Record set:

•••••

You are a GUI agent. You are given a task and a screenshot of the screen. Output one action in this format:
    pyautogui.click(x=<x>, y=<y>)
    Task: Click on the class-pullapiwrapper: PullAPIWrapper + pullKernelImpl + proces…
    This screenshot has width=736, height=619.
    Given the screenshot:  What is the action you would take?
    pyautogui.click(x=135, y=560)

•••••

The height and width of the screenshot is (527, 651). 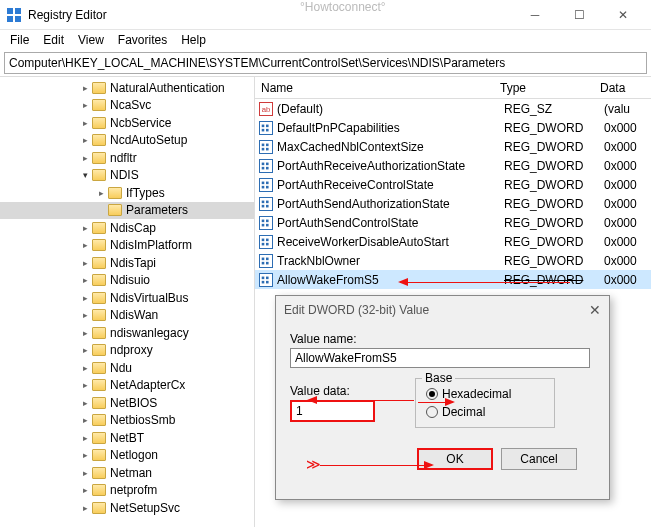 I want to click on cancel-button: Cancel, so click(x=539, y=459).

•••••

What you need to do:
What you give back should be only the lines of the records above, starting at the line with "You are a GUI" and ending at the line with "This screenshot has", restated word for word.

Task result:
You are a GUI agent. You are given a task and a screenshot of the screen. Output one action in this format:
    pyautogui.click(x=<x>, y=<y>)
    Task: Click on the class-pullapiwrapper: PullAPIWrapper + pullKernelImpl + proces…
    This screenshot has width=736, height=619.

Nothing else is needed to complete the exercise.